We've made it, everybody. Another movie summer come and gone. Catwoman, Club Dread, and Troy are safely behind us, groveling in the deep dungeon reserved for the celluloid sludge that should have never made it to the screen. Now it's full speed ahead into a fall season promising the usual suspects for Oscar glory.

But heck?summer wasn't all bad. Sure, it was brimming with sequels and remakes, tell-tale signs of the old adage that "Hollywood is running out of ideas," but there were some gems, like Zach Braff's magnificent Garden State, and Michael Mann's Collateral. But deep down inside, a Hollywood summer is all about the blockbusting. And blockbusting is just what it did.

For the girls, it was Tobey Maguire's full, trembling bottom lip. For the guys, it may have been the trip back to the innocent days of Happy Meals and action figures, though the sight of Kirsten Dunst in a wet sundress, sprawled on a spider web?in the cold?probably helped too. All in all, even Aunt Pam and that corny headscarf couldn't detract from the mass appeal of Spider-Man 2, as $367 million box-office green ones can attest to. Of course, they're already working on number three, and who could blame them. As long as Sam Raimi's still at the helm and they don't get the Governator to play some icepop villain, I'm on board.

Speaking of number threes, the award for the summer's most surprising sequel goes right to Harry Potter and the Prisoner of Azkaban. Chris Columbus had his fairy-tale fun with the first two HP installments, but our little wizard's growing up and can't be running around being all "Kevin McAllister" anymore. What Daniel Radcliffe can't deliver in acting, director Alfonso Cuaron of Y Tu Mamá También could more than make up for in shadows, moods, and the playful camera twirls that made Harry's fantasy world as much a character as Scabbers the Rat.

Feeling like summer was for the wee ones? Don't forget Shrek 2, yet another easy-money sequel and the most successful flick of the summer, pulling in $436 million with a talking donkey, seconds on the anti-Disney musical cynicism, and even a soundtrack that wraps up with (sigh) "Livin' La Vida Loca," which almost made me leave early. And no, she doesn't "bang," whatever that means.

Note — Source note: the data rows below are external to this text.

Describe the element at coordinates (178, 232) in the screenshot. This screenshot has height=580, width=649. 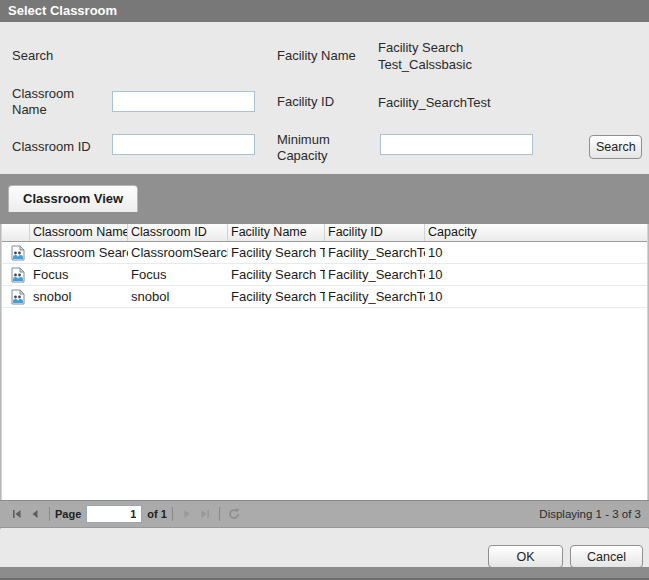
I see `column-header-classroom-id: Classroom ID` at that location.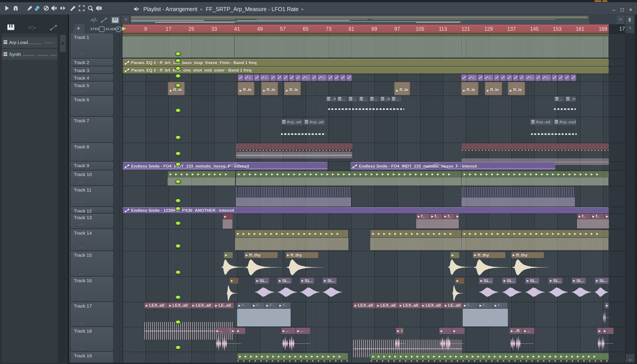  What do you see at coordinates (54, 28) in the screenshot?
I see `picker-tab-automation-icon` at bounding box center [54, 28].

Not all summer's sequels were mainstream family flicks?oh no. Lest we forget, everyone's favorite geeky director Quentin Tarantino sliced and diced his way to visual nirvana with Kill Bill last year. But for those who longed for the reservoir dog's trademark sharp dialogue and crazed narrative structures, there was Kill Bill 2. For completely different reasons?including the five-point palm exploding heart technique?it was glorious, "all right?" But KB2 and the Academy still have some unfinished business: you'll be hearing its name early one morning in January, when an actress with a hangover announces the Oscar nominees.

Tarantino had his own awards to give out this summer, much to the dismay of some of our pals in the White House. With so much controversy that it made The Passion of the Christ look like the Children's Illustrated Bible, Michael Moore's Fahrenheit 911 sold out across the country. Documentary? Eh, who cares. It was fun, it made people think, and it made money. Rarely do all three happen at once.

Take, for example, Dodgeball. Fun, check. Money, check. Brains, better leave them at the slushie machine. This movie proved that all you need to bring in the dough is an excuse to bash someone in the head with a playground toy and Ben Stiller in a fat suit singing "Milkshake." If you don't know what I'm talking about, you didn't follow the cardinal rule of male-driven dumb comedies: stay till the end of the credits.

That rule changes for cheesy Hollywood disaster flicks. Here, the trick is to get the hell out after the last really catastrophic event. If you had followed that advice during The Day After Tomorrow, you could have had one precious hour of your life back. I'm thinking director Roland Emmerich was one of those little boys who stomped on other kids' sand castles, cause he's really got something for destruction. Remember Independence Day and?ugh?Godzilla? At DAT, watch, amazed, as poor New York City get dumped on by a mile of snow-pixels, then leave before you lose all respect for Jake Gyllenhaal.

If the modern world and all its explosions is a bit too much, maybe you appreciated a trip back to a simpler time in The Village with M. Night Shyamalan, the master of the pseudo-terror surprise twist who's still trying to regain the glory of 1999's The Sixth Sense, or so they tell me. I don't think he ever lost it. I guess aliens, comic book villains, and colonial Americans aren't as scary as creepy little kids and dead people.

There's plenty of other stuff we could mull over?Van Helsing, King Arthur, blah blah blah. But when we're old and gray with work and worry come finals week, it's the big-budget, low-brain happy flicks we'll be missing?the warm summer days of kiss, kiss, bang, bang, with just a sprinkling of intrigue and intellect to keep things interesting. It was a good summer. Now it's time to get serious.